Some people can’t deal with the notion that they elect criminals to rule them

War Is a Racket

 

In past writings I’ve attempted to show that the majority of the social problems experienced throughout the world — poverty, war, economic collapse, famine, hyperinflation, genocide, unilaterally broken agreements — can be traced to the dominant form of social organization under which we live: the State.

Simply put, states are bullies that collect their revenue through theft and manage their populations through threats of punishment. They use other incentives, such as tax breaks, but their existence depends on keeping their populations fearful of reprisals. Of course they don’t want to be seen as thieves or bullies — they want our allegiance. So, to win our favor they manufacture crises through lawmaking and other interventions, shift blame elsewhere, then use the crises to justify further interventions, calling on us for support as they continue meddling in our lives. Meanwhile our natural liberty gradually erodes as state power expands…

War is a racket — and so is the state.  In Butler’s words, “A racket is best described, I believe, as something that is not what it seems to the majority of the people. Only a small ‘inside’ group knows what it is about. It is conducted for the benefit of the very few, at the expense of the very many.”  He goes on to detail how and why World War I was a conspiracy instigated by the ruling elite.

Government, however, is a different matter from the state.  As Albert Jay Nock wrote in Our Enemy, the State (Kindle edition):

Based on the idea of natural rights, government secures those rights to the individual by strictly negative intervention, making justice costless and easy of access; and beyond that it does not go. The State, on the other hand, both in its genesis and by its primary intention, is purely anti-social. It is not based on the idea of natural rights, but on the idea that the individual has no rights except those that the State may provisionally grant him. It has always made justice costly and difficult of access, and has invariably held itself above justice and common morality whenever it could advantage itself by so doing.

So far from encouraging a wholesome development of social power, it has invariably, as Madison said, turned every contingency into a resource for depleting social power and enhancing State power.  As Dr. Sigmund Freud has observed, it can not even be said that the State has ever shown any disposition to suppress crime, but only to safeguard its own monopoly of crime.
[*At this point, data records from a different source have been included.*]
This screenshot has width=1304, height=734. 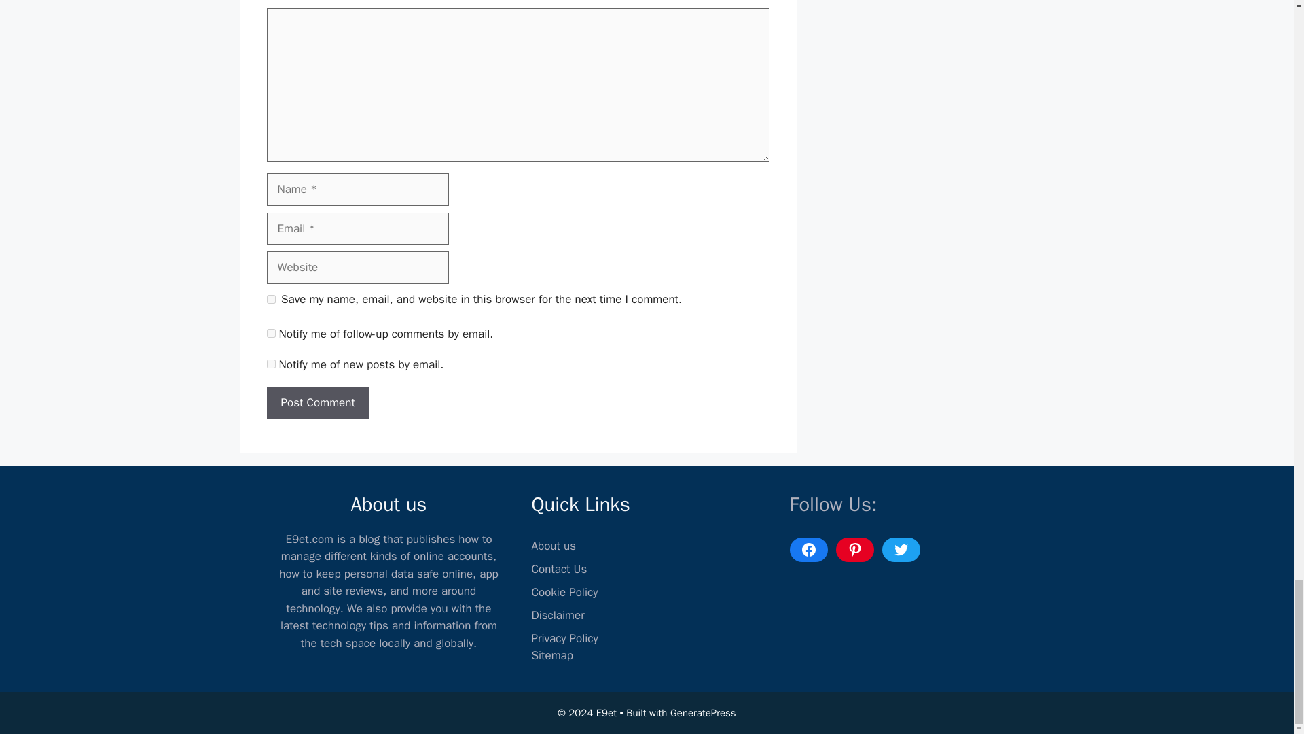 I want to click on Blackboard Humber Site Page For Users, so click(x=669, y=654).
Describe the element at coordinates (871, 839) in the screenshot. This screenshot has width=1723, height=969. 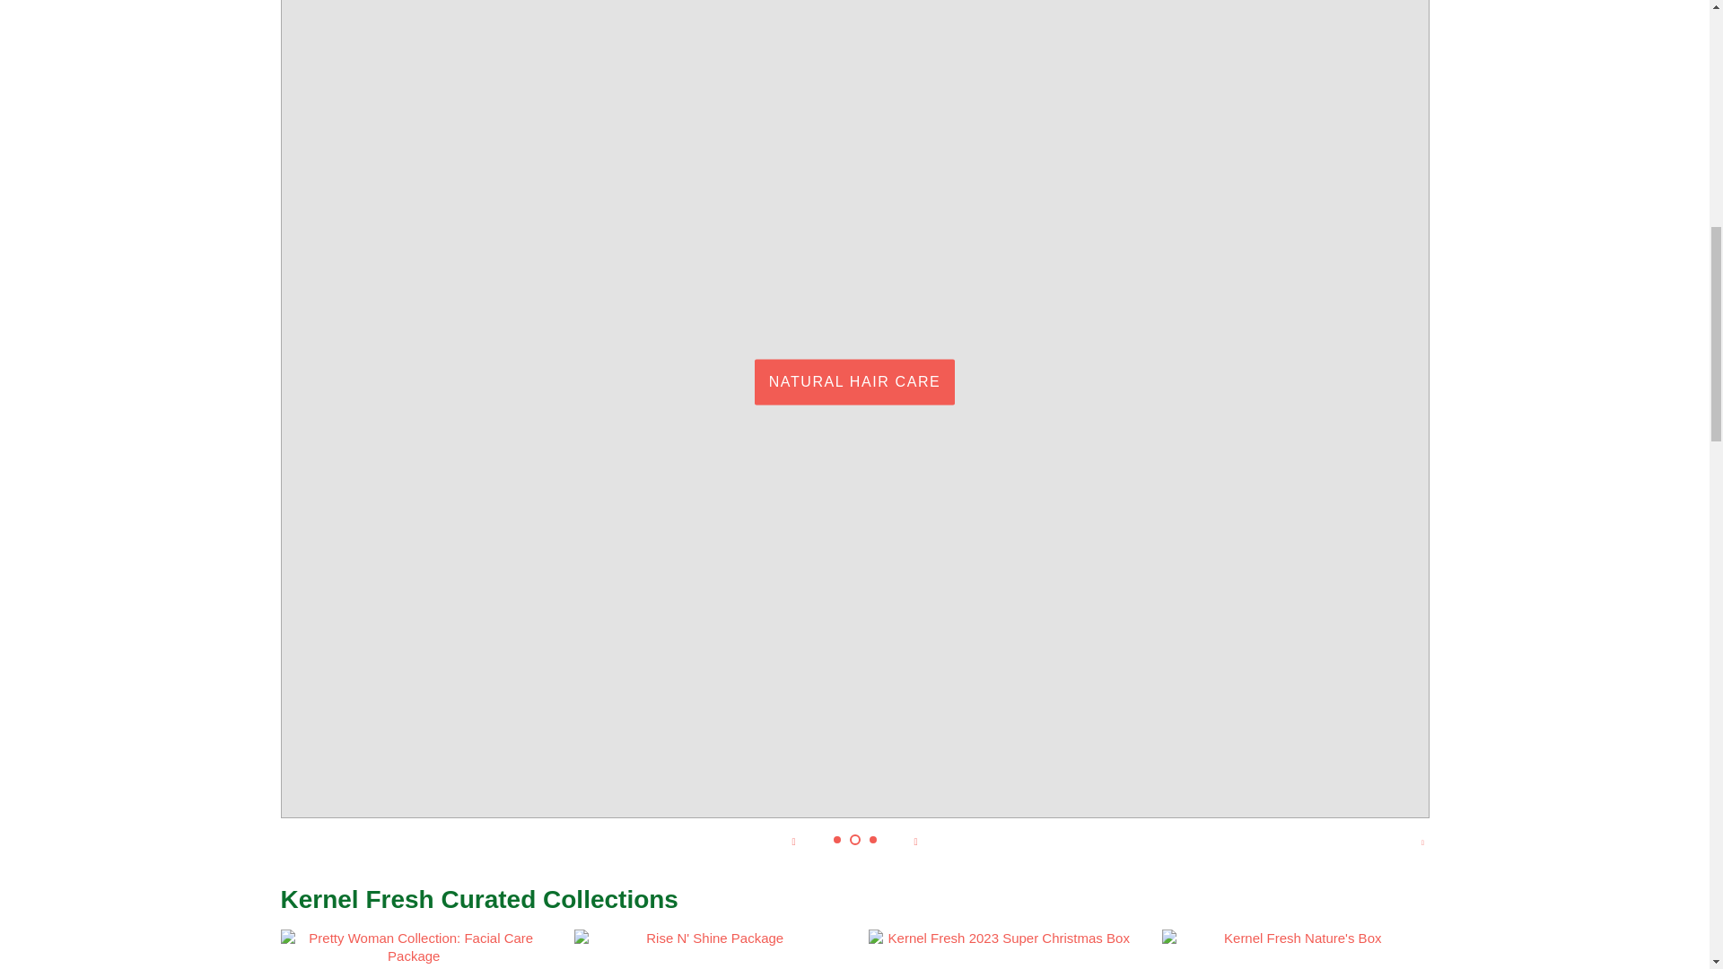
I see `3` at that location.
Some people can’t deal with the notion that they elect criminals to rule them. They use government and state interchangeably, and they’ll tell you there are good people in government working hard for our welfare. Elect more of them and the state will serve our needs. But it can’t, not without abandoning its monopoly control over our lives, at which point it will cease being a state…

If the emperor’s new clothes strike you as ennobling when in fact he’s buck-naked, you can thank government schools and our pro-state culture for ceding reality to authority.